The mechanism at the center of the article is region blocking which is the restriction of access to services based on the user’s geographical location which is associated with a range of IP addresses. Region blocking is used by security centers as a way to minimize threats that are historically from the region they are blocking. The rationale for the block includes un-updated/vulnerable systems, contrast to western ideas of normative behaviors, regulatory requirements, minimize risk. It is worth noting that blocking a region based solely on IP address range alone may be inaccurate as the range in question may no longer be associated with the location. Doing this technique would result in unjustly preventing services to someone in a non-region blocked location. I get that the return on investment is not optimal when only a few users are legitimate and the illegitimate ones wreak havoc to the point where it is easier to block off a region, but the point the paper is trying to make is that the legitimate users will not grow because there is no chance for them. This inhibits wanted behavior as there is no choice the user can make because the options of good and bad have been reduced to encourage bad. 
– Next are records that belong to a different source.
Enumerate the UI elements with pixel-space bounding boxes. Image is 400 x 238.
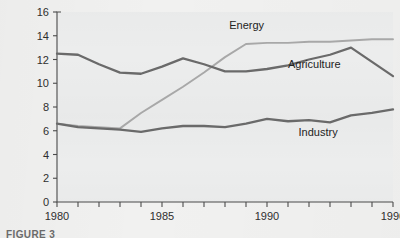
y-axis-ticks: 0246810121416 (37, 6, 57, 208)
svg-text:1996: 1996 (381, 210, 400, 222)
svg-text:1990: 1990 (255, 210, 279, 222)
series-line-energy (57, 39, 393, 128)
series-label-energy: Energy (229, 19, 264, 31)
svg-text:10: 10 (37, 77, 49, 89)
svg-text:1980: 1980 (45, 210, 69, 222)
series-line-industry (57, 109, 393, 132)
svg-text:12: 12 (37, 54, 49, 66)
svg-text:6: 6 (43, 125, 49, 137)
series-annotations: EnergyAgricultureIndustry (229, 19, 340, 138)
series-lines (57, 39, 393, 132)
svg-text:14: 14 (37, 30, 49, 42)
svg-text:16: 16 (37, 6, 49, 18)
svg-text:0: 0 (43, 196, 49, 208)
series-label-industry: Industry (299, 126, 339, 138)
svg-text:1985: 1985 (150, 210, 174, 222)
series-line-agriculture (57, 48, 393, 76)
svg-text:8: 8 (43, 101, 49, 113)
figure-container: Million metric tons carbon equivalent 02… (0, 0, 400, 238)
series-label-agriculture: Agriculture (288, 58, 341, 70)
svg-text:2: 2 (43, 172, 49, 184)
svg-text:4: 4 (43, 149, 49, 161)
figure-caption: FIGURE 3 (6, 229, 55, 238)
line-chart: 0246810121416 1980198519901996 EnergyAgr… (0, 0, 400, 238)
x-axis-ticks: 1980198519901996 (45, 202, 400, 222)
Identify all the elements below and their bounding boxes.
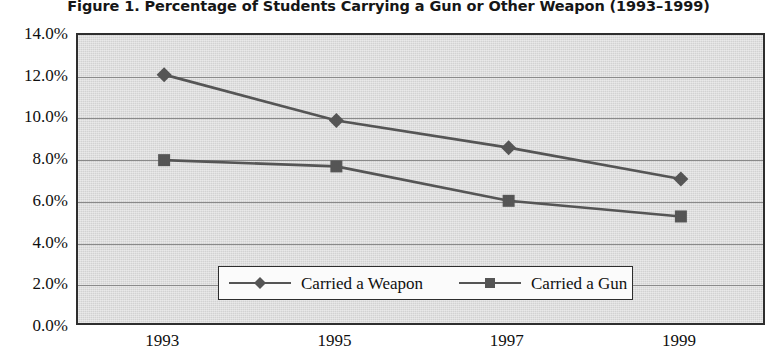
- data-point-square: [503, 195, 515, 207]
- legend-label-carried-a-gun: Carried a Gun: [531, 275, 627, 292]
- legend-entry-carried-a-gun: Carried a Gun: [459, 275, 627, 292]
- data-point-diamond: [329, 113, 344, 128]
- legend-label-carried-a-weapon: Carried a Weapon: [301, 275, 423, 292]
- data-point-square: [158, 154, 170, 166]
- y-axis-tick-label: 14.0%: [0, 25, 68, 42]
- chart-title: Figure 1. Percentage of Students Carryin…: [0, 0, 777, 14]
- diamond-marker-icon: [229, 275, 291, 291]
- y-axis-tick-label: 2.0%: [0, 275, 68, 292]
- y-axis-tick-label: 6.0%: [0, 192, 68, 209]
- x-axis-tick-label: 1993: [122, 331, 202, 350]
- figure-container: Figure 1. Percentage of Students Carryin…: [0, 0, 777, 357]
- series-line-2: [164, 160, 681, 216]
- data-point-diamond: [501, 140, 516, 155]
- y-axis-tick-label: 10.0%: [0, 108, 68, 125]
- chart-legend: Carried a Weapon Carried a Gun: [218, 266, 633, 300]
- data-point-diamond: [157, 67, 172, 82]
- y-axis-tick-label: 8.0%: [0, 150, 68, 167]
- data-point-square: [675, 210, 687, 222]
- y-axis-tick-label: 4.0%: [0, 234, 68, 251]
- x-axis-tick-label: 1997: [467, 331, 547, 350]
- y-axis-tick-label: 0.0%: [0, 317, 68, 334]
- square-marker-icon: [459, 275, 521, 291]
- x-axis-tick-label: 1995: [294, 331, 374, 350]
- data-point-diamond: [673, 171, 688, 186]
- legend-entry-carried-a-weapon: Carried a Weapon: [229, 275, 423, 292]
- data-point-square: [330, 160, 342, 172]
- x-axis-tick-label: 1999: [639, 331, 719, 350]
- y-axis-tick-label: 12.0%: [0, 67, 68, 84]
The control at the center of the article is region blocking which is the restriction of access to services based on the user’s geographical location which is associated with a range of IP addresses. Region blocking is used by security centers as a way to minimize threats that are historically from the region they are blocking. The rationale for the block includes un-updated/vulnerable systems, contrast to western ideas of normative behaviors, regulatory requirements, minimize risk. It is worth noting that blocking a region based solely on IP address range alone may be inaccurate as the range in question may no longer be associated with the location. Doing this technique would result in unjustly preventing services to someone in a non-region blocked location. This is where machine learning and artificial intelligence can make the difference.
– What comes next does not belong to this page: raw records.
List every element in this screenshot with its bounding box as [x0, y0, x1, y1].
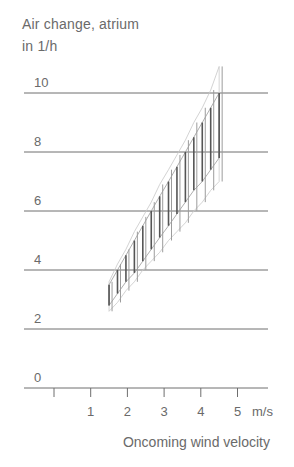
x-axis-label: Oncoming wind velocity — [123, 434, 270, 450]
x-unit-label: m/s — [252, 404, 273, 419]
y-tick-label: 8 — [34, 134, 41, 149]
x-tick-label: 5 — [234, 404, 241, 419]
chart-plot: 0246810 12345m/s — [0, 0, 294, 467]
x-tick-label: 2 — [124, 404, 131, 419]
y-tick-label: 2 — [34, 311, 41, 326]
x-tick-label: 4 — [197, 404, 204, 419]
y-tick-label: 0 — [34, 370, 41, 385]
x-tick-label: 3 — [160, 404, 167, 419]
range-bars — [109, 66, 222, 311]
x-tick-label: 1 — [87, 404, 94, 419]
y-tick-label: 10 — [34, 75, 48, 90]
y-tick-label: 6 — [34, 193, 41, 208]
x-axis: 12345m/s — [54, 388, 273, 419]
y-tick-label: 4 — [34, 252, 41, 267]
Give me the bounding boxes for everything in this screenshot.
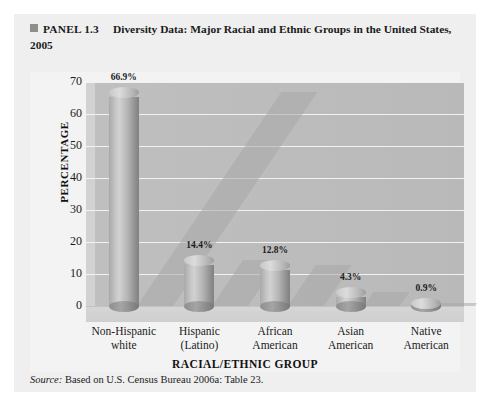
bar-value-label: 66.9% xyxy=(84,72,164,82)
square-bullet-icon xyxy=(30,24,38,32)
x-tick-label-line: American xyxy=(381,338,471,352)
bar-value-label: 14.4% xyxy=(159,240,239,250)
y-tick-label: 50 xyxy=(38,138,82,153)
bar xyxy=(260,265,290,306)
bar xyxy=(336,292,366,306)
gridline xyxy=(86,242,464,243)
x-axis-title: RACIAL/ETHNIC GROUP xyxy=(30,358,460,370)
y-tick-label: 70 xyxy=(38,74,82,89)
bar-body xyxy=(184,265,214,306)
x-tick-label-line: Native xyxy=(381,324,471,338)
bar xyxy=(109,92,139,306)
bar xyxy=(411,303,441,306)
y-tick-label: 10 xyxy=(38,266,82,281)
bar-value-label: 12.8% xyxy=(235,245,315,255)
bar-base-ellipse xyxy=(336,301,366,312)
bar-body xyxy=(109,97,139,306)
chart-area: PERCENTAGE 010203040506070 66.9%14.4%12.… xyxy=(30,72,460,372)
y-tick-label: 60 xyxy=(38,106,82,121)
x-tick-label: NativeAmerican xyxy=(381,324,471,352)
source-text: Based on U.S. Census Bureau 2006a: Table… xyxy=(62,374,263,385)
bar-base-ellipse xyxy=(260,301,290,312)
y-axis-ticks: 010203040506070 xyxy=(30,82,82,306)
bar-top-ellipse xyxy=(184,255,214,266)
y-tick-label: 40 xyxy=(38,170,82,185)
bar xyxy=(184,260,214,306)
bar-value-label: 4.3% xyxy=(311,272,391,282)
bar-shadow xyxy=(439,303,477,306)
y-tick-label: 20 xyxy=(38,234,82,249)
gridline xyxy=(86,82,464,83)
y-tick-label: 0 xyxy=(38,298,82,313)
figure-caption: PANEL 1.3Diversity Data: Major Racial an… xyxy=(30,22,460,53)
gridline xyxy=(86,178,464,179)
panel-number: PANEL 1.3 xyxy=(43,23,99,35)
bar-value-label: 0.9% xyxy=(386,283,466,293)
bar-base-ellipse xyxy=(109,301,139,312)
y-tick-label: 30 xyxy=(38,202,82,217)
x-axis-categories: Non-HispanicwhiteHispanic(Latino)African… xyxy=(86,324,464,358)
source-prefix: Source: xyxy=(30,374,62,385)
source-note: Source: Based on U.S. Census Bureau 2006… xyxy=(30,374,450,385)
figure-panel: PANEL 1.3Diversity Data: Major Racial an… xyxy=(14,14,476,392)
bar-top-ellipse xyxy=(260,260,290,271)
gridline xyxy=(86,210,464,211)
bar-top-ellipse xyxy=(109,87,139,98)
The limitations of AI and ML are that the developers/programmers have a western mindset that might flag users’ behaviors as aberrations, threats, or false positives when they are in fact legitimate. One interviewee described how their system of fraud detection system uses probability to flag potential illegitimate users which is an injustice to the user as they might just be an outlier and not necessarily bad actors. One suggestion to improve fraud detection for online services would be to have anomalous users “…consent to massive amounts of surveillance.” This invasion of privacy request is not only unfair and discriminatory but disproportionate to “favorable” regions.

With these limitations and restrictions in mind, users look to alternatives which then leads to more blocking of legitimate users. VPNs, for example, are a way for region blocked areas to access websites that are blocked. However, because of the association of VPNs with malicious behavior, users that utilize VPNs as a source of legitimate protections are now subject to being flagged for illegitimate behavior. As workarounds increase the sanctions imposed on the legitimate user increase, a self-fulfilling prophecy.

This article helped me to realize the pitfalls of region blocking. Initially, region blocking made sense to me as a form of minimizing threats but upon reading and reflecting I can see how collective punishments only perpetuate or increase unwanted behavior as there is no incentive to be good. A one size fits all approach to controls and mechanisms is not always the best approach as it alienates those that want to be legitimate. I feel that people will more often than not choose good when given a choice between good and bad. However, when the option to be good is taken away from the equation, people will engage in what is leftover.